Another Education Myth Collapses
Along with supposedly beneficial small class sizes, another constant refrain of American education officials is that there is a teacher shortage in the United States. “The data give a little support to this but there is no shortage of social studies teachers,” Richard Ingersoll of the University of Pennsylvania said recently at the American Enterprise Institute.
Moreover, “Half the schools don’t have shortages,” Dr. Ingersoll claims. He is a professor of education and sociology at Penn.
The “shortages” are frequently cited as the reason why only a third of math teachers are qualified and much computational instruction is given by pedagogues working “out of field.” “When I taught high school, there wasn’t a semester that went by in which I wasn’t called upon to teach math, sex education, you name it,” the former social studies teacher remembers.
“Actually, principals do it to save money,” Dr. Ingersoll learned of the out-of-field assignments. “But under No Child Left Behind that is no longer legal.”
“The data tell us that the problem is not ‘out there’ in the education schools but ‘in here’ in how high schools are managed.” Dr. Ingersoll is the author of Who Controls Teachers? Power and Accountability in America’s Schools, a book published by the Harvard University Press.
Thus, one would expect that the law change under NCLB brought the substitute math teacher subterfuge to a grinding halt. As it happens, in the study he is currently undertaking, Dr. Ingersoll “found little change under No Child Left Behind.”
“Policymakers will use research to attack the aspect of the problem they can have an impact on,” Lorraine McDonnell of the University of California at Santa Barbara says. “In the case of out-of-field teaching, legislators can do little about school administrators but they can control teacher training standards.”
Both Dr. Ingersoll and Dr. McDonnell may have a bit more faith in education schools than the evidence warrants. He labels as a myth the conclusion that “Education schools are inadequate.”
“Totally inaccurate,” he asserts. “Teachers have teaching degrees.” But even some of the institutions that confer them, most notably the Teacher’s College at Columbia University, question their value.
One of the more contentious education reforms of recent decades actually gelled outside of education schools. “Whole language theorists used professional organizations such as the National Council of Teachers of English (NCATE),” Harvard’s James Kim reports. Editors of education journals, conversely, found “whole language unresponsive to empirical evidence.”
“Since whole language became widely used, it got blamed for declines in reading,” Kim notes. What he does not mention is that observers such as E. D. Hirsch point out that the only gains in the No Child Left Behind education reforms of the Bush Administration have come in 4th grade reading scores that feature a heavy phonics component.
At least one education policy expert who was present at the creation of NCLB might dispute this. For his part, Reid Lyons of the Best Associates Whitney International University seems to downplay the benefits of phonics.
“Ask the question, which works better, whole language or phonics, for which student under which circumstances and by what tests,” he advises. He advised the President on Child Development issues during his first term.
In a way, he might be right. On our website, reporter Matthew Hickman showed that many NCLB gains came courtesy of Sylvan tutors not paid with government funds.
This would leave NCLB’s one definitive accomplishment as the result, not of the billions of dollars Congress voted to fund the program, but of the private sector in education using no taxpayer subsidies, save for, arguably, the out-of-pocket expenses of parents. Along with homeschooling gains and higher private school test scores, the Sylvan-induced test scores would seem to point towards privatization as the only education reform that actually works.
Malcolm A. Kline is the executive director of Accuracy in Academia.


(Work instruction) Compute how many lines below contain the word "Listens" and respond with that number only.

(Page and application data records)
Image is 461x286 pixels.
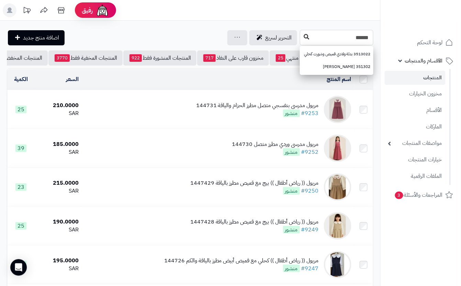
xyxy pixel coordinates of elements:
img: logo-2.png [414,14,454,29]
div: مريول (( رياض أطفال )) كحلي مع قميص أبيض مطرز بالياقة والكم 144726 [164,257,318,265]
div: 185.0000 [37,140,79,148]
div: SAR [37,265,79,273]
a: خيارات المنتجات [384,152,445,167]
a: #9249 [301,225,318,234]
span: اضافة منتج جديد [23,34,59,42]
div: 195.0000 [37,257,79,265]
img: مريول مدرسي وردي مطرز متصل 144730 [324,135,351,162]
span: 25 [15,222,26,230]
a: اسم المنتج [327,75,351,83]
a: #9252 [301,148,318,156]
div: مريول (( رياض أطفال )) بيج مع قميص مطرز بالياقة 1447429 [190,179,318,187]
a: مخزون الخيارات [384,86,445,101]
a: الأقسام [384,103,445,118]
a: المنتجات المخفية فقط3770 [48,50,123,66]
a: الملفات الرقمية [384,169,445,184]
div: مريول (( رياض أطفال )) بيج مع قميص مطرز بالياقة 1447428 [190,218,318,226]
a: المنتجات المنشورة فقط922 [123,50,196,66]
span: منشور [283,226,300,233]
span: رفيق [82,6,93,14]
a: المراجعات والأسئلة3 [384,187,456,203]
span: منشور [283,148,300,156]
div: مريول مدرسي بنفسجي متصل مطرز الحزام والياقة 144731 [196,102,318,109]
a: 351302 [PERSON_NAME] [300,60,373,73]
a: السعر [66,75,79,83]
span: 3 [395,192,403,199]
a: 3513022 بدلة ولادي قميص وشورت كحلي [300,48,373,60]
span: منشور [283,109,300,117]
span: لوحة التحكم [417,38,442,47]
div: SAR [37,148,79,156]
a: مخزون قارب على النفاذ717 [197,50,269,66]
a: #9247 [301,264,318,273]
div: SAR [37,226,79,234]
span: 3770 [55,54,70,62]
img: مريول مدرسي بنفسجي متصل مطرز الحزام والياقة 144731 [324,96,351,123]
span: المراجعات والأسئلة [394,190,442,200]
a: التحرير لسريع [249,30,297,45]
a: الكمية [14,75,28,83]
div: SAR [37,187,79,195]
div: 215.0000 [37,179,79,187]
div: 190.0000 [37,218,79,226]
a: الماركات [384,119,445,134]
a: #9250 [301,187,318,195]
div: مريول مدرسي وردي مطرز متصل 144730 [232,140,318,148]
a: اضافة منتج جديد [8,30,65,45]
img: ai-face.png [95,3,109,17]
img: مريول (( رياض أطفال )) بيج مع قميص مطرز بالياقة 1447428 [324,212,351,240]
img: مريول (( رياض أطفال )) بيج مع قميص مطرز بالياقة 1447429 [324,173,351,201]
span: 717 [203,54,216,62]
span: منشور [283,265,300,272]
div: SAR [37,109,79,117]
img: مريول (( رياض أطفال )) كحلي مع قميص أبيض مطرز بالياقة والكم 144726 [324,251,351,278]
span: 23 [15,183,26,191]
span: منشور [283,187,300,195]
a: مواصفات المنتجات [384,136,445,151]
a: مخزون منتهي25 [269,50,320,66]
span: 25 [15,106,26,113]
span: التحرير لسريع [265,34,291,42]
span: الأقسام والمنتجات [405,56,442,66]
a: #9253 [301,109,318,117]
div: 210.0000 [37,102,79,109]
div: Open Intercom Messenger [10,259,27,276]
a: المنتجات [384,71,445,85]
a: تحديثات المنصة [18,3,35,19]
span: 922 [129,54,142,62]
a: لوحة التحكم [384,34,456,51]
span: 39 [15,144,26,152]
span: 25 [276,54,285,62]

...

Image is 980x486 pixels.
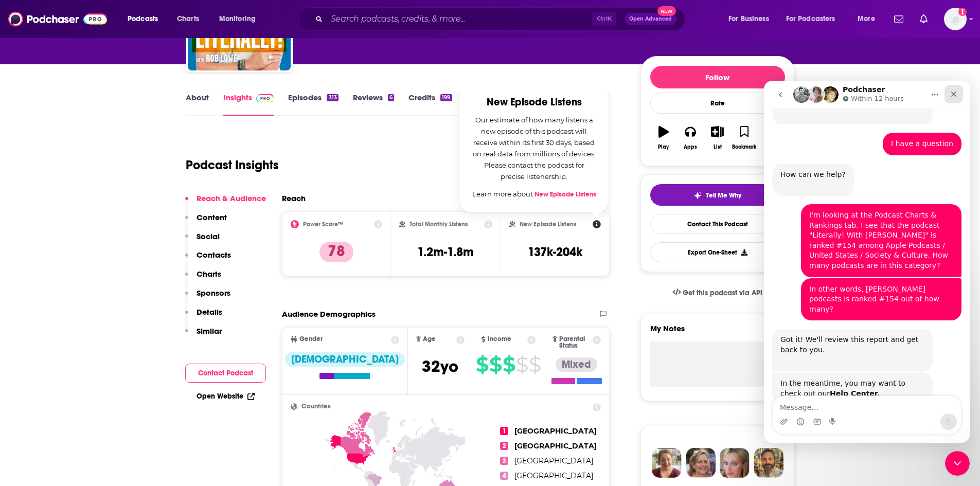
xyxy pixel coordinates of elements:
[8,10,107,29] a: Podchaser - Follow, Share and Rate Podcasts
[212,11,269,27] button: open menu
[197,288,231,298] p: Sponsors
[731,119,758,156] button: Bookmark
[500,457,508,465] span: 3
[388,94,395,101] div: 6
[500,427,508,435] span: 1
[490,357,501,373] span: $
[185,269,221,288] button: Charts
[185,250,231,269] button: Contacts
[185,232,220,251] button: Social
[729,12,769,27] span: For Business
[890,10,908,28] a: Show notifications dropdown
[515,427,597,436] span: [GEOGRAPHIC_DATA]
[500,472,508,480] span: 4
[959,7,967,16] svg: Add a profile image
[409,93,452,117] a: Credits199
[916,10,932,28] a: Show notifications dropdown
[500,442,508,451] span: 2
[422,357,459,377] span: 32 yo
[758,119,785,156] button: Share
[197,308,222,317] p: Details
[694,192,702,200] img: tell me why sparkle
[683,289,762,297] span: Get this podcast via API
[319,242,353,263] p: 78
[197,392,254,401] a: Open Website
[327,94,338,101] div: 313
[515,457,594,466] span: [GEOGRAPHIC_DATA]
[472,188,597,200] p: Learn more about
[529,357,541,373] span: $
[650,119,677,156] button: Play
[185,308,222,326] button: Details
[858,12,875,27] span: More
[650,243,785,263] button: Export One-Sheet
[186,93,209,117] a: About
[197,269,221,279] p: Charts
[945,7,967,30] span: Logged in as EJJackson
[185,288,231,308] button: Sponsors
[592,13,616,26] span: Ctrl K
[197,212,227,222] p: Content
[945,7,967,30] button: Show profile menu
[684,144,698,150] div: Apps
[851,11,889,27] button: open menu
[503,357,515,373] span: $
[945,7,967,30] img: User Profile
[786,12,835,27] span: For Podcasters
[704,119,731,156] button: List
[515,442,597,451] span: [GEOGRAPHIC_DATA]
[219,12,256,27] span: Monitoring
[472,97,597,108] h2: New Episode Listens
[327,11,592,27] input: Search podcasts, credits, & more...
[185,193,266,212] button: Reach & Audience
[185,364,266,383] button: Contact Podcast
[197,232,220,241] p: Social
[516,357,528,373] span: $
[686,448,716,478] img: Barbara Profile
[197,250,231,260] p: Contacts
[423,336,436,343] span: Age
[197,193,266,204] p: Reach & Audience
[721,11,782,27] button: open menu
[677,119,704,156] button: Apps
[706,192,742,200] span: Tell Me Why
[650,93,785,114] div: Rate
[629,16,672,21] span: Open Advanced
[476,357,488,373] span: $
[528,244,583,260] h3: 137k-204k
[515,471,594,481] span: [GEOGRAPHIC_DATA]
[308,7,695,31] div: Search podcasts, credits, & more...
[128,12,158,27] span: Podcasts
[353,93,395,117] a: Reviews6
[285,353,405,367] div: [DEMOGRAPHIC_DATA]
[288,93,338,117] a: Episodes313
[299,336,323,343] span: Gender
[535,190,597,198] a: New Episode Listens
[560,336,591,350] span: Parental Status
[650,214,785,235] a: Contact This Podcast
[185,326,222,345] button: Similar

--

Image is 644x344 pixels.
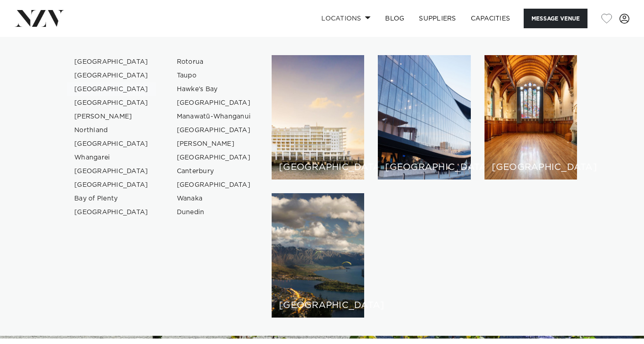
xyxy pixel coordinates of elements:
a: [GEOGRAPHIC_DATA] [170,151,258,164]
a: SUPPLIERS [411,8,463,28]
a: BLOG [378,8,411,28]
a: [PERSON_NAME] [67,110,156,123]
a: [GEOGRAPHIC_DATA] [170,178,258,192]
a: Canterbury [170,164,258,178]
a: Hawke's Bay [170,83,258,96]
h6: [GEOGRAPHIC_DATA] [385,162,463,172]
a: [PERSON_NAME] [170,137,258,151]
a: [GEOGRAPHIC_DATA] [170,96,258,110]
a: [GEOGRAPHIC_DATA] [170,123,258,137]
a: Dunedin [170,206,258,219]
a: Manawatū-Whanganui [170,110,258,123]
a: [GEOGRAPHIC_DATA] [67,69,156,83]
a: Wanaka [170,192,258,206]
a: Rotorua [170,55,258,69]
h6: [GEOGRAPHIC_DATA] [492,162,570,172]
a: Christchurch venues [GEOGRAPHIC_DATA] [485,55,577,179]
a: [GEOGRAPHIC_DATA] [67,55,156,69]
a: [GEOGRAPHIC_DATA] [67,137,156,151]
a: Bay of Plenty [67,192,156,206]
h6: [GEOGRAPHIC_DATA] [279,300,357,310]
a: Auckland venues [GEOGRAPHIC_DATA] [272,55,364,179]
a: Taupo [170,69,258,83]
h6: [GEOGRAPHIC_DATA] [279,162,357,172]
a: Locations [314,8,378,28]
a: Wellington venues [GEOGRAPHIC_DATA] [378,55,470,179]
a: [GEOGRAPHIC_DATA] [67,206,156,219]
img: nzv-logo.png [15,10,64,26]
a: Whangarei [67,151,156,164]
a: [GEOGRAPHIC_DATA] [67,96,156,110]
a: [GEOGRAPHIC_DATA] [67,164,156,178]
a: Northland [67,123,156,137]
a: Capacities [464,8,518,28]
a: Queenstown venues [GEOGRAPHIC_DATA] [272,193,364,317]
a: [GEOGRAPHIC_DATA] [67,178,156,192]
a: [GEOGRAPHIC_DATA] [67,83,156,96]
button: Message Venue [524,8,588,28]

(Your solution) 2